Re: On non-Windows, hard depend on uselocale(3)
Peter Eisentraut <peter@eisentraut.org>
From: Peter Eisentraut <peter@eisentraut.org>
To: Thomas Munro <thomas.munro@gmail.com>
Cc: Tristan Partin <tristan@neon.tech>, Tom Lane <tgl@sss.pgh.pa.us>,
pgsql-hackers <pgsql-hackers@postgresql.org>
Date: 2024-11-21T07:38:08Z
Lists: pgsql-hackers
Commits
Same data as JSON:
GET /api/v1/messages/:b64id/commits
the thread's linked commits as JSON, with link sources.
API reference →
-
Revert "Tidy up locale thread safety in ECPG library."
- 3c8e463b0d88 18.0 landed
-
Tidy up locale thread safety in ECPG library.
- 8e993bff5326 18.0 landed
-
Revert "Blind attempt to fix _configthreadlocale() failures on MinGW."
- a62d90f2e5cb 18.0 landed
-
Require ucrt if using MinGW.
- 1758d4244616 18.0 landed
-
Remove configure check for _configthreadlocale().

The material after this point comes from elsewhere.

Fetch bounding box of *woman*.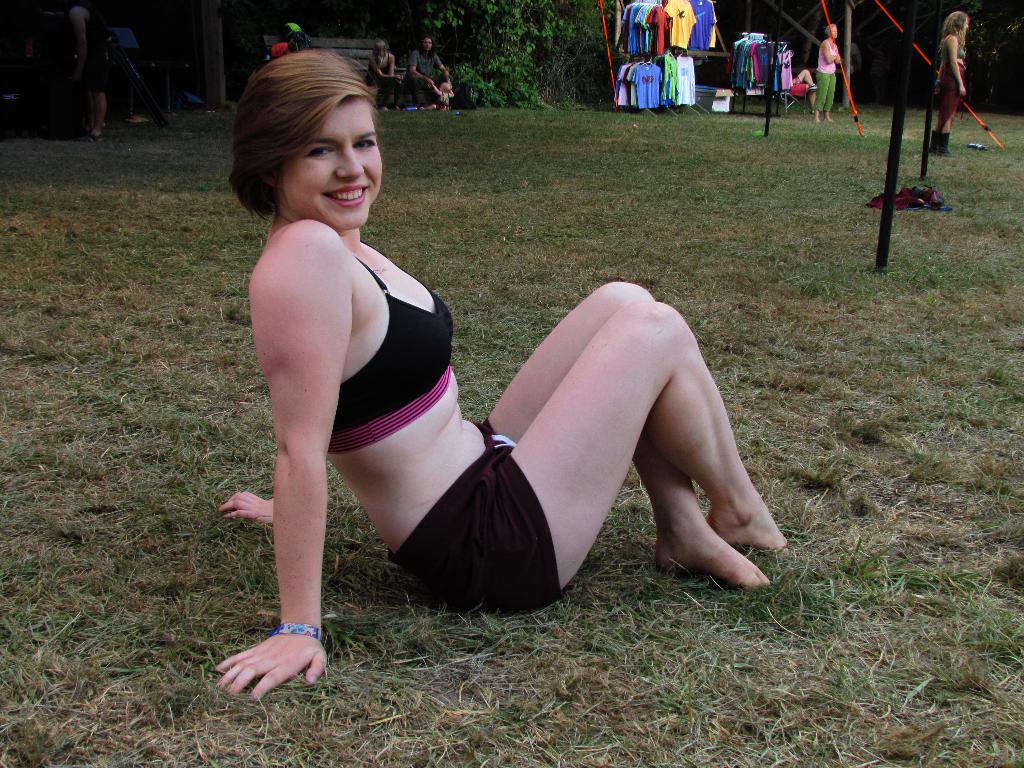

- f1da075d9a03 18.0 landed
-
Simplify checking for xlocale.h
- 9c2a6c5a5f4b 18.0 landed
-
All supported systems have locale_t.
- 8d9a9f034e92 17.0 cited
On 20.11.24 10:00, Thomas Munro wrote: > On Fri, Nov 15, 2024 at 1:53 AM Peter Eisentraut <peter@eisentraut.org> wrote: >> On 14.11.24 08:48, Thomas Munro wrote: >>> The three MinGW environments we test today are using ucrt, and >>> configure detects the symbol on all. Namely: fairwren >>> (msys2/mingw64), the CI mingw64 task and the mingw cross-build that >>> runs on Linux in the CI CompilerWarnings task. As far as I know these >>> are the reasons for, and mechanism by which, we keep MinGW support >>> working. We have no policy requiring arbitrary old MinGW systems >>> work, and we wouldn't know anyway. >> >> Right. So I think we could unwind this in steps. First, remove the >> configure test for _configthreadlocale() and all the associated #ifdefs >> in the existing ecpg code. This seems totally safe, it would just leave >> behind MinGW older than 2016 and MSVC older than 2015, the latter of >> which is already the current threshold. >> >> Then the question whether we want to re-enable the error checking on >> _configthreadlocale() that was reverted by 2cf91ccb, or at least >> something similar. This should also be okay based on your description >> of the different Windows runtimes. I think it would also be good to do >> this to make sure this works before we employ _configthreadlocale() in >> higher-stakes situations. >> >> I suggest doing these two steps as separate patches, so this doesn't get >> confused between the various thread-related threads that want to >> variously add or remove uses of this function. > > OK, do you think these three patches tell the _configthreadlocale() > story properly? (Then after that we can get back to getting rid of > it...) Yes, this is very clear and helpful. Thanks.